Amused, Rahel gave a nod. “I’m listening.”
Lhyn chewed on her bottom lip. “Salomen’s brother asked how I could study the Voloth after being tortured. I said they weren’t the ones who hurt me. But they did hurt you. How did you walk into New Haven so easily? And take all those measurements? You didn’t show any signs of stress. Why don’t you hate them?”
Salomen had noticed that as well but would never have mustered the courage to ask. She forgot her nerves as she waited for the answer.
“I did,” Rahel said. “A lot. But Lanaril helped me pull apart the reasons for my trauma shock. Most of it wasn’t from what they did to us. It was from what we did to them.”
She crossed to the window and stared out at the flower-lined path. “You haven’t seen horror until you’ve seen someone die of pure terror. Ten pipticks was all my high empaths needed to shatter their minds. I couldn’t live with that knowledge, so I hated the Voloth instead. And, um, Lancer Tal. They were safer to think about. I could tell myself that Lancer Tal caused most of my problems, and the Voloth deserved what they got.”
“Denial,” Lhyn said knowingly. “Your mind was protecting itself from something it couldn’t accept.”
Rahel turned with a small smile. “Lanaril?”
“Mm-hm. Now that I think about it, she’s the reason all three of us are sane.”
“Speak for yourself,” Salomen said. “What I’m doing tomorrow is the definition of insanity.”
“But it’s insanity with a clear purpose and full self-awareness,” Lhyn pronounced. “Which means it can’t be insanity.”
“That hurt my head,” Rahel said.
“Mine, too.”
Lhyn gave them an exasperated look, then softened as she focused on Rahel. “Lanaril pulled aside the curtain and helped you see what you were hiding from yourself. And that’s when you stopped hating the Voloth?”
“It wasn’t instant. But I started thinking differently. I saw the same things in different ways. And I had already learned that Lancer Tal wasn’t who I thought she was.” She shifted her gaze to Salomen. “Being forgiven for my own acts made me more forgiving of others. Then I met Rax on the Phoenix. He felt like any other Gaian on the ship. But the odd part? He was too calm about being beaten to a paste. The only people who can shrug off a beating are people who have been beaten before. People who think it’s part of life.”
“I hate that you know this,” Salomen said. Lhyn nodded in emphatic agreement.
“I know less than most of those Voloth do. After I met Rax, I asked Dr. Wells about it. She wouldn’t give me any details, but she did say that Voloth training seemed to involve a lot of broken bones and scarring.”
“Scarring,” Salomen repeated. “I measured a young man who had one from here to here.” She drew a finger down the side of her face. “I assumed he got it in battle, but . . .”
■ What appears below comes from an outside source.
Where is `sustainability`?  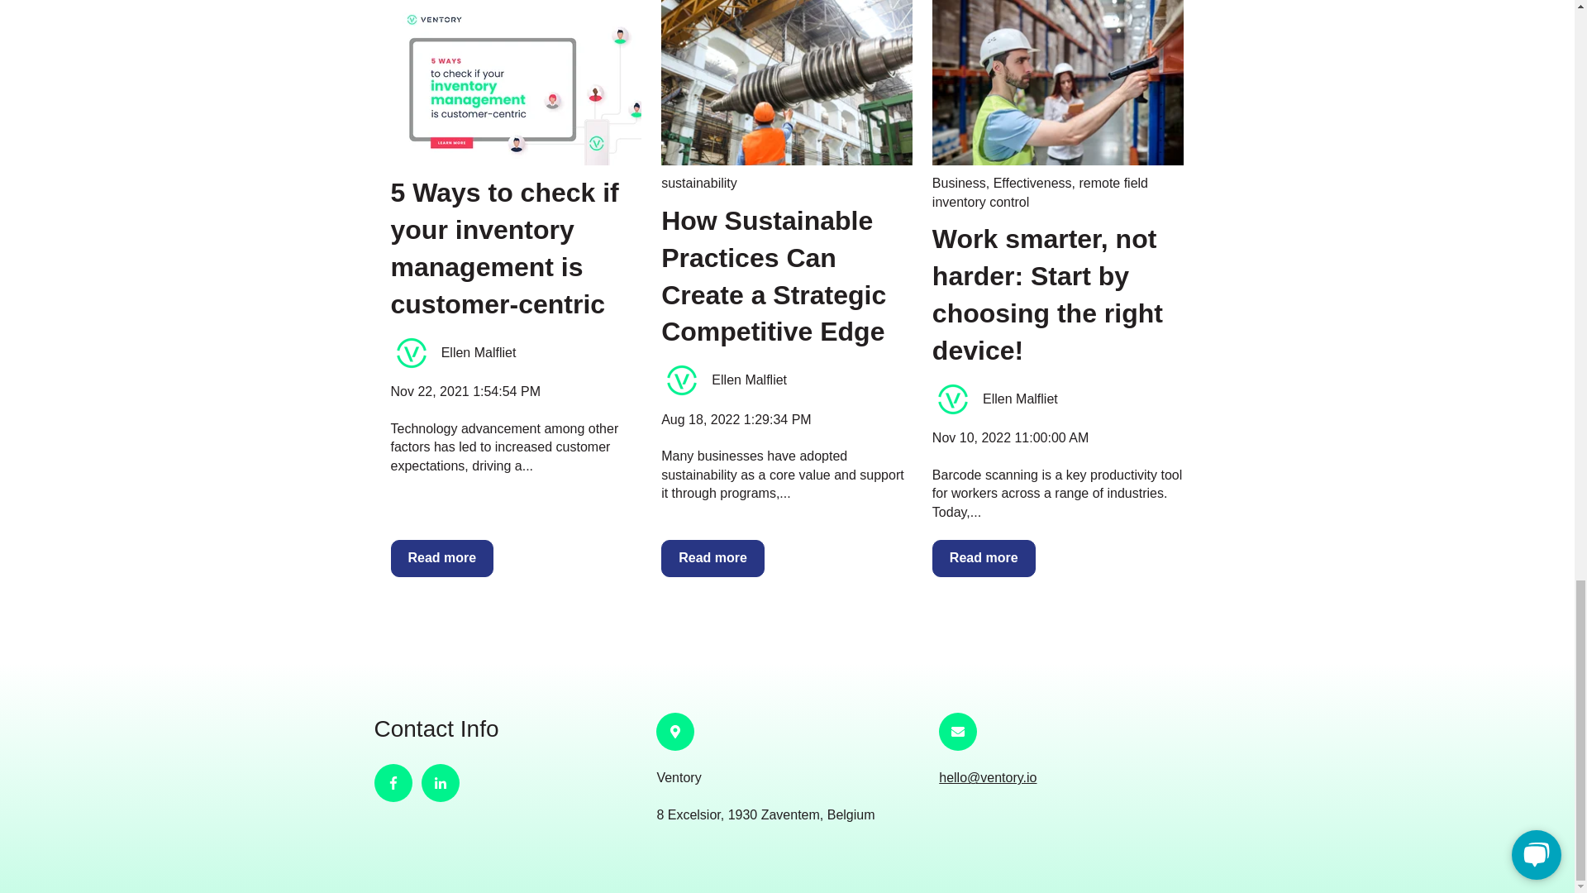 sustainability is located at coordinates (699, 183).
“They fought in impervious shielded boxes,” Rahel pointed out. “I don’t think many of them were injured in those. They were injured by their own officers.”
“You’re right.” Lhyn unfolded her long legs and stood up to refill her glass of spirits. “Salomen?”
“Please.” Salomen held out her glass.
Lhyn didn’t offer the bottle to Rahel, who never drank. “They’ve told me about their training. They had the questions beaten out of them. It’s how the Voloth Empire creates a military that follows any order and believes any lie.”
Rahel lifted her shannel cup. “Hard to hate people you pity.”
“That’s the truth and a half,” Lhyn said.
They sipped their drinks in thoughtful silence.
“Now then.” Salomen set her glass down. “About those joining techniques?”
Salomen’s greatest aid through her three nights of imprisonment was Lhyn.
Knowing that the AIF was looking for three women together, Rahel had reserved rooms for two. She had planned to sleep in the living area, an idea both Salomen and Lhyn immediately rejected.
“The beds are big enough,” Salomen said. “We’ll share. We’ve done it before.”
She missed Andira most acutely at night. But something about Lhyn’s presence soothed her, and she thought it must be due to their foursome Sharings. Lhyn carried a piece of Andira inside her, and Salomen’s senses were responding to it.